ISL 2017: Cristiano Ronaldo and Lionel Messi's unlikely link to the Indian Super League
The new-look Indian Super League (ISL) will come about in November this year, but preparations are already underway and in full swing for the fourth instalment of the popular franchise league.
New teams have been introduced, new rules will come to pass and new faces will be seen in the 2017/18 season of the ISL. Clubs are already getting down to the business of signing players, both domestic and foreign, and the lineup of head coaches is also confirmed.
The forthcoming ISL promises to be the biggest ever, and to top it off, there is also an unlikely link of two leading footballers in the world?—?Cristiano Ronaldo and Lionel Messi?—?to the premier Indian domestic league.
Bengaluru FC are one of the two new teams in the ISL next season along with Tata Steel’s new club from Jamshedpur, and their head coach Albert Roca has quite a history with Messi.
The 54-year-old joined Bengaluru FC only last year, and in his short stay at the club, he has already become popular among the Blues faithful, having led the club to the AFC Cup 2016 final.
Once again this year, Roca has guided Bengaluru to the AFC Cup inter-zonal semi-finals, with the Blues squaring off to April 25 Sports Club of North Korea next month.
The Spaniard Roca’s connection with Spanish football stretches back to his playing days, at the end of which he started his career in coaching by being involved with lower league Spanish clubs in different capacities, mainly as an assistant coach.
Then, in the summer of 2003, Frank Rijkaard’s appointment at Barcelona coincided with the Dutchman appointing Roca as a member of his support staff. Roca joined the Catalan outfit as a fitness coach and went on to hold his position for six long years until after Pep Guardiola’s first, hugely successful season at the club in 2008/09 when he reunited with Rijkaard at Galatasaray in Turkey.
It was during his spell at Barca where he was part of a group that tasted Champions League success twice, once under Rijkaard and then under Guardiola.
That Rijkaard was the man who showed Messi to the world is a fact well documented, but behind the scenes, Roca also played his part as an unsung hero in building the foundations of a player who has since gone on to pocket five Ballons d'Or among other honours.
Roca’s story at Barca doesn’t get enough airtime in Messi’s glorious career, nor in Barca’s recent success trail. That he is just a footnote at the beginning of Barca’s greatest period in history as an uncelebrated hero is what modern football is all about, but Roca had his say in moulding the footballer Messi is today.
The coming of Ronaldo
In contrast to the unheralded Roca, Kerala Blasters head coach Rene Meulensteen’s narrative is one that gained considerable traction from the media from the very start.
Meulensteen, unlike Roca, became famous for his involvement in first team matters of the Manchester United team of 2007/08 that went on to win the Premier League and Champions League double, leading Ronaldo to his first Ballon d’Or win.
His stint at the Old Trafford club opened new avenues for him to rise up the management ladder in the Premier League, leading the Dutchman to take charge of Fulham, albeit temporarily, in the 2013/14 season.
Meulensteen, as he explained to the Telegraph’s Henry Winter, worked with the uncut diamond Ronaldo before the 2007/08 season to produce the finished article, the like of which hadn’t been seen in football before.
That fine-tuning of Ronaldo could be said to be Meulensteen’s first accomplishment after being promoted to the post of first team assistant under Sir Alex Ferguson.
The now 53-year-old previously worked with the Red Devils’ Youth and Reserve teams, but his ascension to the post of technical skills development coach of the club in January 2007 could be said to be one of the reasons behind Ronaldo’s rise as one of the world’s supreme athletes and a footballing great.
Meulensteen added the tools to the Portugal star’s game that turned it from being individual-centred to being collective-centred. Ronaldo’s personal sessions with the current Kerala Blasters head coach refined his approach and made him unpredictable, a team player and more importantly, a serial goalscorer.
It can be argued that more than Ferguson, it was Meulensteen who sculpted the Ronaldo that we now know: a machine that doesn’t seem to stop.
That the ISL next season will feature two coaches who have had their fair share of contributions to the rise of world football’s two modern day greats in Messi and Ronaldo suggests that India no longer remains an obscure footballing destination, for players and coaches alike.
Messi and Ronaldo’s unlikely link to the ISL comes with their past experiences of working with Roca and Meulensteen respectively, something that the popular franchise league can count among their many achievements.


Your assignment ▸
An exact copy of the listing is required.

[[ Supplied material, beginning ]]

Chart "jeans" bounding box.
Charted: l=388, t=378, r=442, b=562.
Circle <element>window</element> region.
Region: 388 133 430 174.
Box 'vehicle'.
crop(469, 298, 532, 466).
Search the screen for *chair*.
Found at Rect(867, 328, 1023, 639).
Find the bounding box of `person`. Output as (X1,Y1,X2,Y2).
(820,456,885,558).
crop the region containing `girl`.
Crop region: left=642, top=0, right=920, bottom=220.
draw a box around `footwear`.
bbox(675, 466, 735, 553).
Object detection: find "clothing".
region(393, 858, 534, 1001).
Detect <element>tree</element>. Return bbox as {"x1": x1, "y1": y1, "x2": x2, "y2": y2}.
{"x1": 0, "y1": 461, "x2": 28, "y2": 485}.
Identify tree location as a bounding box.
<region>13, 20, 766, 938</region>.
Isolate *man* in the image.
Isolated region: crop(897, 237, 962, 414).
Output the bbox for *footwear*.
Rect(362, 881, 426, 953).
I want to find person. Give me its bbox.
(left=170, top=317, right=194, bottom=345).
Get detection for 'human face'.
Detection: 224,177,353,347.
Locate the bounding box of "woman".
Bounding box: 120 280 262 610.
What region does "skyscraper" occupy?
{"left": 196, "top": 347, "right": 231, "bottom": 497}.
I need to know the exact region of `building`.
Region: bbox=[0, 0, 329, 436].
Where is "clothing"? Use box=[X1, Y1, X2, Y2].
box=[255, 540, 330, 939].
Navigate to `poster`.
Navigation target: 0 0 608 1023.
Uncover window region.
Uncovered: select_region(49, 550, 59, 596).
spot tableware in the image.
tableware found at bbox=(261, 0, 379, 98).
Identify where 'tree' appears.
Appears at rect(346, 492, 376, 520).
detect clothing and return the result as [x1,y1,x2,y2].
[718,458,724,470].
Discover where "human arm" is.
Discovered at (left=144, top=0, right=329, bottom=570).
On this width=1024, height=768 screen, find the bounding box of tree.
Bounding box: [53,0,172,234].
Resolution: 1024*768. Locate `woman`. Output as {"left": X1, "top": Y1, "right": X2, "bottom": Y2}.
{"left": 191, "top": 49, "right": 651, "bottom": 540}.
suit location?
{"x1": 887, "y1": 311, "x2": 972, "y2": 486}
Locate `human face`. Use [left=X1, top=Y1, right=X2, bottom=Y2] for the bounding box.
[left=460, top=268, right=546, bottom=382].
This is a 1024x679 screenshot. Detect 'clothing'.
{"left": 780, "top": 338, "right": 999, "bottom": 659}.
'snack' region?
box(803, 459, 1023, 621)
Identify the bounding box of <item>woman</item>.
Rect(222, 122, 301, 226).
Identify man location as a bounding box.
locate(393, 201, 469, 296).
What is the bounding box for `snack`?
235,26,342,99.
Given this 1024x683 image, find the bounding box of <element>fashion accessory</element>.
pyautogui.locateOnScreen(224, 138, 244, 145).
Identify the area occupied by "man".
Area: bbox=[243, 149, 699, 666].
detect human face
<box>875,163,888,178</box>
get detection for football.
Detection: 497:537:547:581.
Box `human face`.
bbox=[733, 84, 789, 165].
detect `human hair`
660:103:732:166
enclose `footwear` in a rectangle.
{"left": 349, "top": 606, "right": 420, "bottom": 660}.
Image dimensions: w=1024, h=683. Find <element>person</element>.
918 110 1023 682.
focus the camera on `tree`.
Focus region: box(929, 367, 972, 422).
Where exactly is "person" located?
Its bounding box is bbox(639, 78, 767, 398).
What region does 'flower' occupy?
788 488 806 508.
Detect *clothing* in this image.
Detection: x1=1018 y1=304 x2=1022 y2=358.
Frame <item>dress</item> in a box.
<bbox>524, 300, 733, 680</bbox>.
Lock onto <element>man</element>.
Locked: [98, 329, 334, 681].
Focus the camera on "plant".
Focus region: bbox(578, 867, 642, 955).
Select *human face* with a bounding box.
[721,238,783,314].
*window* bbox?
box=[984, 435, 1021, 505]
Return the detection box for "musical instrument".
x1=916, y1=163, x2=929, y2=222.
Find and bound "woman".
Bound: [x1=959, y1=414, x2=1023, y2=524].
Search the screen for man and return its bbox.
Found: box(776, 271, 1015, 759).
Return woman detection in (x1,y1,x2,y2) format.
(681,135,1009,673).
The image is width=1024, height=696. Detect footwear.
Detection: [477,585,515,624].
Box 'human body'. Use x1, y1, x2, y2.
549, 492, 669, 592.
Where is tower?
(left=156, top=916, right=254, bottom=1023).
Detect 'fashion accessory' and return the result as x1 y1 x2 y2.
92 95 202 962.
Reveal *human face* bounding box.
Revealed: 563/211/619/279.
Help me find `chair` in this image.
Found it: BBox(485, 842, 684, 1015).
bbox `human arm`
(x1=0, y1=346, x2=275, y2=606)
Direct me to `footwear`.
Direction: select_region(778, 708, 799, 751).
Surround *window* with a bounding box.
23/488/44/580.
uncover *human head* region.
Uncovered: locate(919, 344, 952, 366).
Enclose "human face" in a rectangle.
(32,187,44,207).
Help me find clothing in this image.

[[ Supplied material, end ]]

Completed exercise ▸
Chart "jeans" bounding box.
Charted: l=388, t=378, r=442, b=562.
Circle <element>window</element> region.
Region: 388 133 430 174.
Box 'vehicle'.
crop(469, 298, 532, 466).
Search the screen for *chair*.
Found at Rect(867, 328, 1023, 639).
Find the bounding box of `person`. Output as (X1,Y1,X2,Y2).
(820,456,885,558).
crop the region containing `girl`.
Crop region: left=642, top=0, right=920, bottom=220.
draw a box around `footwear`.
bbox(675, 466, 735, 553).
Object detection: find "clothing".
region(393, 858, 534, 1001).
Detect <element>tree</element>. Return bbox as {"x1": x1, "y1": y1, "x2": x2, "y2": y2}.
{"x1": 0, "y1": 461, "x2": 28, "y2": 485}.
Identify tree location as a bounding box.
<region>13, 20, 766, 938</region>.
Isolate *man* in the image.
Isolated region: crop(897, 237, 962, 414).
Output the bbox for *footwear*.
Rect(362, 881, 426, 953).
I want to find person. Give me its bbox.
(left=170, top=317, right=194, bottom=345).
Get detection for 'human face'.
Detection: 224,177,353,347.
Locate the bounding box of "woman".
Bounding box: 120 280 262 610.
What region does "skyscraper" occupy?
{"left": 196, "top": 347, "right": 231, "bottom": 497}.
I need to know the exact region of `building`.
Region: bbox=[0, 0, 329, 436].
Where is "clothing"? Use box=[X1, Y1, X2, Y2].
box=[255, 540, 330, 939].
Navigate to `poster`.
Navigation target: 0 0 608 1023.
Uncover window region.
Uncovered: select_region(49, 550, 59, 596).
spot tableware in the image.
tableware found at bbox=(261, 0, 379, 98).
Identify where 'tree' appears.
Appears at rect(346, 492, 376, 520).
detect clothing and return the result as [x1,y1,x2,y2].
[718,458,724,470].
Discover where "human arm" is.
Discovered at (left=144, top=0, right=329, bottom=570).
On this width=1024, height=768 screen, find the bounding box of tree.
Bounding box: [53,0,172,234].
Resolution: 1024*768. Locate `woman`. Output as {"left": X1, "top": Y1, "right": X2, "bottom": Y2}.
{"left": 191, "top": 49, "right": 651, "bottom": 540}.
suit location?
{"x1": 887, "y1": 311, "x2": 972, "y2": 486}
Locate `human face`. Use [left=X1, top=Y1, right=X2, bottom=Y2] for the bounding box.
[left=460, top=268, right=546, bottom=382].
This is a 1024x679 screenshot. Detect 'clothing'.
{"left": 780, "top": 338, "right": 999, "bottom": 659}.
'snack' region?
box(803, 459, 1023, 621)
Identify the bounding box of <item>woman</item>.
Rect(222, 122, 301, 226).
Identify man location as a bounding box.
locate(393, 201, 469, 296).
What is the bounding box for `snack`?
235,26,342,99.
Given this 1024x683 image, find the bounding box of <element>fashion accessory</element>.
pyautogui.locateOnScreen(224, 138, 244, 145).
Identify the area occupied by "man".
Area: bbox=[243, 149, 699, 666].
detect human face
<box>875,163,888,178</box>
get detection for football.
Detection: 497:537:547:581.
Box `human face`.
bbox=[733, 84, 789, 165].
detect `human hair`
660:103:732:166
enclose `footwear` in a rectangle.
{"left": 349, "top": 606, "right": 420, "bottom": 660}.
Image dimensions: w=1024, h=683. Find <element>person</element>.
918 110 1023 682.
focus the camera on `tree`.
Focus region: box(929, 367, 972, 422).
Where exactly is "person" located?
Its bounding box is bbox(639, 78, 767, 398).
What region does 'flower' occupy?
788 488 806 508.
Detect *clothing* in this image.
Detection: x1=1018 y1=304 x2=1022 y2=358.
Frame <item>dress</item> in a box.
<bbox>524, 300, 733, 680</bbox>.
Lock onto <element>man</element>.
Locked: [98, 329, 334, 681].
Focus the camera on "plant".
Focus region: bbox(578, 867, 642, 955).
Select *human face* with a bounding box.
[721,238,783,314].
*window* bbox?
box=[984, 435, 1021, 505]
Return the detection box for "musical instrument".
x1=916, y1=163, x2=929, y2=222.
Find and bound "woman".
Bound: [x1=959, y1=414, x2=1023, y2=524].
Search the screen for man and return its bbox.
Found: box(776, 271, 1015, 759).
Return woman detection in (x1,y1,x2,y2) format.
(681,135,1009,673).
The image is width=1024, height=696. Detect footwear.
Detection: [477,585,515,624].
Box 'human body'. Use x1, y1, x2, y2.
549, 492, 669, 592.
Where is tower?
(left=156, top=916, right=254, bottom=1023).
Detect 'fashion accessory' and return the result as x1 y1 x2 y2.
92 95 202 962.
Reveal *human face* bounding box.
Revealed: 563/211/619/279.
Help me find `chair` in this image.
Found it: BBox(485, 842, 684, 1015).
bbox `human arm`
(x1=0, y1=346, x2=275, y2=606)
Direct me to `footwear`.
Direction: select_region(778, 708, 799, 751).
Surround *window* with a bounding box.
23/488/44/580.
uncover *human head* region.
Uncovered: locate(919, 344, 952, 366).
Enclose "human face" in a rectangle.
(32,187,44,207).
Help me find clothing in this image.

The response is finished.